Here's something that David Koenig had to say on the subject of Disney after Eisner and Wells took over in 1984 and started having the company look outside itself for sources of inspiration (i.e., "Star Wars", "Indiana Jones", Michael Jackson); this is for Disney parks in particular:
Many Disney purists weren't happy with rides being based on non-Disney properties, charging that the Imagineers were getting lazy and unimaginative. Walt, they cried, wouldn't have rented the Muppets; he would have created his own characters. "A lot of people tell me it's sacrilege, but I tell them if they want to get technical, Walt Disney died in 1966, so movies made after that really aren't Disney movies," Tony Baxter responds. "Kids growing up in the 1970s and '80s don't have great Disney movies, so anybody who does a film for Disney now, like Robert Zemeckis, it's just his film released with the Disney name. The spirit's more important, the state of mind."
I think part of this is the Disney diehards' faults; they just hold the company to a VERY high standard, one that sometimes does not always seem to fit with them.
Many Disney purists weren't happy with rides being based on non-Disney properties, charging that the Imagineers were getting lazy and unimaginative. Walt, they cried, wouldn't have rented the Muppets; he would have created his own characters. "A lot of people tell me it's sacrilege, but I tell them if they want to get technical, Walt Disney died in 1966, so movies made after that really aren't Disney movies," Tony Baxter responds. "Kids growing up in the 1970s and '80s don't have great Disney movies, so anybody who does a film for Disney now, like Robert Zemeckis, it's just his film released with the Disney name. The spirit's more important, the state of mind."
I think part of this is the Disney diehards' faults; they just hold the company to a VERY high standard, one that sometimes does not always seem to fit with them.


● **Task details**: In the records below, print each line exactly and leave every image out.
_ _ _ _ _ _ _
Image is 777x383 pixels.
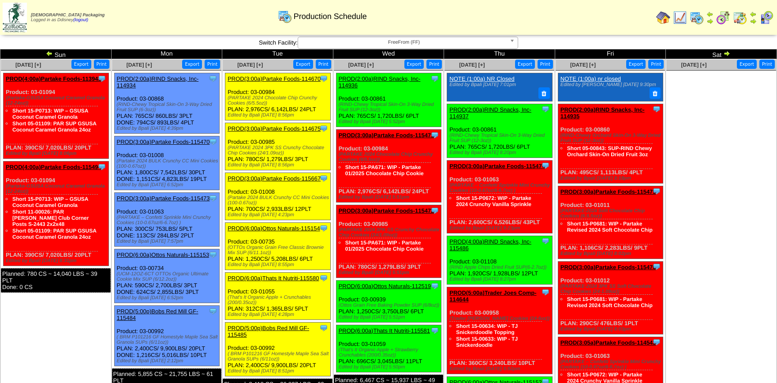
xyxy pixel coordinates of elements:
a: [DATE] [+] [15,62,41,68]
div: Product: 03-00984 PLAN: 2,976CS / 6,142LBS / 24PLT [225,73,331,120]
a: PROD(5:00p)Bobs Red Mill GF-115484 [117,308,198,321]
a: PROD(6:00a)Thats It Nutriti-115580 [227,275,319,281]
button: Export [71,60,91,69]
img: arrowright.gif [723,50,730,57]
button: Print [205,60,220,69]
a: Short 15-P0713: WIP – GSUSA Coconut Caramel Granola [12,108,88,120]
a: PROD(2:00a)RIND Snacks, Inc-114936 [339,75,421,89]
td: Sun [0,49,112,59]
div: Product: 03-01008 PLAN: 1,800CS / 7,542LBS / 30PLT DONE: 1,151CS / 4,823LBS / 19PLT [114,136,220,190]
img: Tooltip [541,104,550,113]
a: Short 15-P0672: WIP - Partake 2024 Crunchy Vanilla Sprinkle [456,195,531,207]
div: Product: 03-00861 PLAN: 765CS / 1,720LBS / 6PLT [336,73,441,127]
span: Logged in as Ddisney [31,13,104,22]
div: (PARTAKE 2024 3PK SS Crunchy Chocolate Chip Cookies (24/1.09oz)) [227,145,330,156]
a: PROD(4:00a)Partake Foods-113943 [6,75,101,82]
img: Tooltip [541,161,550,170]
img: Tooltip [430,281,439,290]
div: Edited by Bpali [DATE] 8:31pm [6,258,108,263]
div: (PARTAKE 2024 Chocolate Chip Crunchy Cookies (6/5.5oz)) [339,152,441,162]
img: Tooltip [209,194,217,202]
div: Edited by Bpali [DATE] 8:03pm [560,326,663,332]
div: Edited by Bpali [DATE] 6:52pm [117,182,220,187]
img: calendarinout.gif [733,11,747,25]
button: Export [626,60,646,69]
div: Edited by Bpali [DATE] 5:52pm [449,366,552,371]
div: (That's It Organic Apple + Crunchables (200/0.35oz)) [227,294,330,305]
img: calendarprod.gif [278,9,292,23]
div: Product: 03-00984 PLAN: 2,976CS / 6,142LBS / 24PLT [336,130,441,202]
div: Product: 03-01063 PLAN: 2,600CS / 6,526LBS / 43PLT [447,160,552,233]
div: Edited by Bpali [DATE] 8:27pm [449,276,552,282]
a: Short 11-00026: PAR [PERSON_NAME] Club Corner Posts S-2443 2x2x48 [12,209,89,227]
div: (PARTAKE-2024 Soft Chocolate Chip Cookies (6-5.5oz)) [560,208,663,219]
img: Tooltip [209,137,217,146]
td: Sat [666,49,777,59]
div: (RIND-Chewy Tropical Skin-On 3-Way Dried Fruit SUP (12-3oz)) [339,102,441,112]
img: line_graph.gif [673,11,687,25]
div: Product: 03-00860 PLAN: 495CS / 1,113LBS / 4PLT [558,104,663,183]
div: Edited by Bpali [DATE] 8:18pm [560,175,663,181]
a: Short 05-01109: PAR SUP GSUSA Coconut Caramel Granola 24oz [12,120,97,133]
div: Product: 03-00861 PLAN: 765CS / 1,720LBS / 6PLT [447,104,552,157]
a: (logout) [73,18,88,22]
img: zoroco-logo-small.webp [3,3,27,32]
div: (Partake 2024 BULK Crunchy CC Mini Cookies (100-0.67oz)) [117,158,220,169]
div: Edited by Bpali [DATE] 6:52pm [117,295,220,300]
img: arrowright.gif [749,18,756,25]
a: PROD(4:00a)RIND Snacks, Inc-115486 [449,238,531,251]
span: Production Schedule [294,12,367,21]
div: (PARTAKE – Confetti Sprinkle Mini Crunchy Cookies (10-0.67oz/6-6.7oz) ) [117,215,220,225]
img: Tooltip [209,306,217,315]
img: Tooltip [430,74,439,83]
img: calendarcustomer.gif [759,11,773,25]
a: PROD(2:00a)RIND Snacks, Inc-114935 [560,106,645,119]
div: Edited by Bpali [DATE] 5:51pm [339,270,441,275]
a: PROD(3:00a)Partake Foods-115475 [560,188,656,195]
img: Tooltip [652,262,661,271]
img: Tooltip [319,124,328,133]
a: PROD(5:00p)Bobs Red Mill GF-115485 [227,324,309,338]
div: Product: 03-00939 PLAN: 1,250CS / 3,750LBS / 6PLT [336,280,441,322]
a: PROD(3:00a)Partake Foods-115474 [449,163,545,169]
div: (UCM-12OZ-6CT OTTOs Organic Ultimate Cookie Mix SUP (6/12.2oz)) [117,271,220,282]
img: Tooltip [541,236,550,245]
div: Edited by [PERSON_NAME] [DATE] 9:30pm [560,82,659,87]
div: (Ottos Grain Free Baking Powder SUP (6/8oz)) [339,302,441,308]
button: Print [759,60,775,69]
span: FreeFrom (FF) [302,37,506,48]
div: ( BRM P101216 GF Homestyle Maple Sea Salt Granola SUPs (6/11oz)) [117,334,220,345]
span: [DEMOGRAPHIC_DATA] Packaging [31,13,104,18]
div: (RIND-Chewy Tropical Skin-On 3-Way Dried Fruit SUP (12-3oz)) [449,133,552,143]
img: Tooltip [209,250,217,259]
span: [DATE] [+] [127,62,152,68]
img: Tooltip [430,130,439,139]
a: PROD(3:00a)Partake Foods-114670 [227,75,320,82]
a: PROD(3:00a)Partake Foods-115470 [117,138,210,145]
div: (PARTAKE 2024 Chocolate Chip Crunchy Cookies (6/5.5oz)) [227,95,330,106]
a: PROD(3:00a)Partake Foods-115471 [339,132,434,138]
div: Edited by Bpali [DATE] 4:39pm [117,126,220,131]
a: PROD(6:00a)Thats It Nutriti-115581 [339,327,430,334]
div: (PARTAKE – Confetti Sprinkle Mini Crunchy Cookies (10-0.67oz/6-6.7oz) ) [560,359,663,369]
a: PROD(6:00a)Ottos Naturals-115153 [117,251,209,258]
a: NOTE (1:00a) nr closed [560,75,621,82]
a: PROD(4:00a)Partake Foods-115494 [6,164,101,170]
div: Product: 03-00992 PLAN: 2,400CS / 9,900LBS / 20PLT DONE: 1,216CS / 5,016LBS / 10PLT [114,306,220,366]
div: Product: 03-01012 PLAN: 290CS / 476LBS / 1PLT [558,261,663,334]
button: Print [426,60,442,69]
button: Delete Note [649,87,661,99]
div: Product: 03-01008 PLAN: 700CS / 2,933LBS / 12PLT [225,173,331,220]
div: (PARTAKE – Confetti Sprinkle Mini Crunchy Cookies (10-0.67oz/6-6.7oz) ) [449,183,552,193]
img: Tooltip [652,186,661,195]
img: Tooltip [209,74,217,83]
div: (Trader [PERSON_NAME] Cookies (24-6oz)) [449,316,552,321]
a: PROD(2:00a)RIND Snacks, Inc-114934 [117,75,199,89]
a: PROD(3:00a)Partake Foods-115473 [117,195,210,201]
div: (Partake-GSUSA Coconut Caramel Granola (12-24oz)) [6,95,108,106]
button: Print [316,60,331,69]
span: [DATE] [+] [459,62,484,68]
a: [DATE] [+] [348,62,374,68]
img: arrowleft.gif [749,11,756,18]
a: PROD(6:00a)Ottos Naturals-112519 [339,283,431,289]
_ _ _ _ _ _ _
● **Written answer**:
Image is 777x383 pixels.
xyxy pixel coordinates of elements:
a: [DATE] [+] [15,62,41,68]
div: Product: 03-00984 PLAN: 2,976CS / 6,142LBS / 24PLT [225,73,331,120]
a: PROD(5:00p)Bobs Red Mill GF-115484 [117,308,198,321]
a: PROD(6:00a)Thats It Nutriti-115580 [227,275,319,281]
button: Export [71,60,91,69]
img: arrowright.gif [723,50,730,57]
button: Print [205,60,220,69]
a: Short 15-P0713: WIP – GSUSA Coconut Caramel Granola [12,108,88,120]
a: PROD(2:00a)RIND Snacks, Inc-114936 [339,75,421,89]
td: Sun [0,49,112,59]
div: Product: 03-01008 PLAN: 1,800CS / 7,542LBS / 30PLT DONE: 1,151CS / 4,823LBS / 19PLT [114,136,220,190]
img: Tooltip [541,104,550,113]
a: Short 15-P0672: WIP - Partake 2024 Crunchy Vanilla Sprinkle [456,195,531,207]
div: Product: 03-00861 PLAN: 765CS / 1,720LBS / 6PLT [336,73,441,127]
span: Logged in as Ddisney [31,13,104,22]
div: (PARTAKE 2024 3PK SS Crunchy Chocolate Chip Cookies (24/1.09oz)) [227,145,330,156]
a: PROD(4:00a)Partake Foods-113943 [6,75,101,82]
img: Tooltip [541,161,550,170]
img: Tooltip [430,281,439,290]
div: Edited by Bpali [DATE] 8:31pm [6,258,108,263]
div: (PARTAKE 2024 Chocolate Chip Crunchy Cookies (6/5.5oz)) [339,152,441,162]
img: Tooltip [209,194,217,202]
div: Edited by Bpali [DATE] 8:03pm [560,326,663,332]
div: Edited by Bpali [DATE] 6:52pm [117,182,220,187]
img: calendarinout.gif [733,11,747,25]
button: Export [626,60,646,69]
div: Edited by Bpali [DATE] 5:52pm [449,366,552,371]
div: (That's It Organic Apple + Crunchables (200/0.35oz)) [227,294,330,305]
img: calendarprod.gif [278,9,292,23]
div: Product: 03-00984 PLAN: 2,976CS / 6,142LBS / 24PLT [336,130,441,202]
div: Product: 03-01063 PLAN: 2,600CS / 6,526LBS / 43PLT [447,160,552,233]
div: Edited by Bpali [DATE] 8:27pm [449,276,552,282]
a: Short 11-00026: PAR [PERSON_NAME] Club Corner Posts S-2443 2x2x48 [12,209,89,227]
div: (PARTAKE-2024 Soft Chocolate Chip Cookies (6-5.5oz)) [560,208,663,219]
img: Tooltip [209,137,217,146]
td: Sat [666,49,777,59]
div: (RIND-Chewy Tropical Skin-On 3-Way Dried Fruit SUP (12-3oz)) [339,102,441,112]
img: line_graph.gif [673,11,687,25]
div: Product: 03-00860 PLAN: 495CS / 1,113LBS / 4PLT [558,104,663,183]
div: Edited by Bpali [DATE] 8:18pm [560,175,663,181]
a: Short 05-01109: PAR SUP GSUSA Coconut Caramel Granola 24oz [12,120,97,133]
div: Product: 03-00861 PLAN: 765CS / 1,720LBS / 6PLT [447,104,552,157]
a: (logout) [73,18,88,22]
img: zoroco-logo-small.webp [3,3,27,32]
div: (Partake 2024 BULK Crunchy CC Mini Cookies (100-0.67oz)) [117,158,220,169]
div: Edited by Bpali [DATE] 6:52pm [117,295,220,300]
img: arrowright.gif [749,18,756,25]
a: PROD(4:00a)RIND Snacks, Inc-115486 [449,238,531,251]
span: Production Schedule [294,12,367,21]
div: (PARTAKE – Confetti Sprinkle Mini Crunchy Cookies (10-0.67oz/6-6.7oz) ) [117,215,220,225]
img: Tooltip [209,306,217,315]
img: Tooltip [430,74,439,83]
img: calendarcustomer.gif [759,11,773,25]
a: PROD(2:00a)RIND Snacks, Inc-114935 [560,106,645,119]
div: Edited by Bpali [DATE] 5:51pm [339,270,441,275]
a: PROD(3:00a)Partake Foods-115475 [560,188,656,195]
img: Tooltip [652,262,661,271]
img: Tooltip [319,124,328,133]
a: PROD(5:00p)Bobs Red Mill GF-115485 [227,324,309,338]
div: Product: 03-00939 PLAN: 1,250CS / 3,750LBS / 6PLT [336,280,441,322]
a: PROD(3:00a)Partake Foods-115474 [449,163,545,169]
div: (UCM-12OZ-6CT OTTOs Organic Ultimate Cookie Mix SUP (6/12.2oz)) [117,271,220,282]
img: Tooltip [541,236,550,245]
div: Edited by [PERSON_NAME] [DATE] 9:30pm [560,82,659,87]
div: (Ottos Grain Free Baking Powder SUP (6/8oz)) [339,302,441,308]
button: Print [759,60,775,69]
span: FreeFrom (FF) [302,37,506,48]
div: ( BRM P101216 GF Homestyle Maple Sea Salt Granola SUPs (6/11oz)) [117,334,220,345]
span: [DEMOGRAPHIC_DATA] Packaging [31,13,104,18]
div: (RIND-Chewy Tropical Skin-On 3-Way Dried Fruit SUP (12-3oz)) [449,133,552,143]
img: Tooltip [209,250,217,259]
span: [DATE] [+] [127,62,152,68]
img: Tooltip [430,130,439,139]
a: PROD(3:00a)Partake Foods-114670 [227,75,320,82]
a: PROD(3:00a)Partake Foods-115470 [117,138,210,145]
div: (PARTAKE 2024 Chocolate Chip Crunchy Cookies (6/5.5oz)) [227,95,330,106]
a: PROD(3:00a)Partake Foods-115471 [339,132,434,138]
div: Edited by Bpali [DATE] 4:39pm [117,126,220,131]
a: PROD(6:00a)Thats It Nutriti-115581 [339,327,430,334]
div: (PARTAKE – Confetti Sprinkle Mini Crunchy Cookies (10-0.67oz/6-6.7oz) ) [560,359,663,369]
a: PROD(6:00a)Ottos Naturals-115153 [117,251,209,258]
a: NOTE (1:00a) nr closed [560,75,621,82]
a: PROD(4:00a)Partake Foods-115494 [6,164,101,170]
div: Product: 03-00992 PLAN: 2,400CS / 9,900LBS / 20PLT DONE: 1,216CS / 5,016LBS / 10PLT [114,306,220,366]
div: Product: 03-01012 PLAN: 290CS / 476LBS / 1PLT [558,261,663,334]
button: Print [426,60,442,69]
button: Delete Note [649,87,661,99]
div: Product: 03-01008 PLAN: 700CS / 2,933LBS / 12PLT [225,173,331,220]
div: (PARTAKE – Confetti Sprinkle Mini Crunchy Cookies (10-0.67oz/6-6.7oz) ) [449,183,552,193]
img: Tooltip [652,186,661,195]
img: Tooltip [209,74,217,83]
div: (Trader [PERSON_NAME] Cookies (24-6oz)) [449,316,552,321]
a: PROD(2:00a)RIND Snacks, Inc-114934 [117,75,199,89]
a: PROD(3:00a)Partake Foods-115473 [117,195,210,201]
div: (Partake-GSUSA Coconut Caramel Granola (12-24oz)) [6,95,108,106]
button: Print [316,60,331,69]
span: [DATE] [+] [459,62,484,68]
a: [DATE] [+] [348,62,374,68]
img: arrowleft.gif [749,11,756,18]
a: PROD(6:00a)Ottos Naturals-112519 [339,283,431,289]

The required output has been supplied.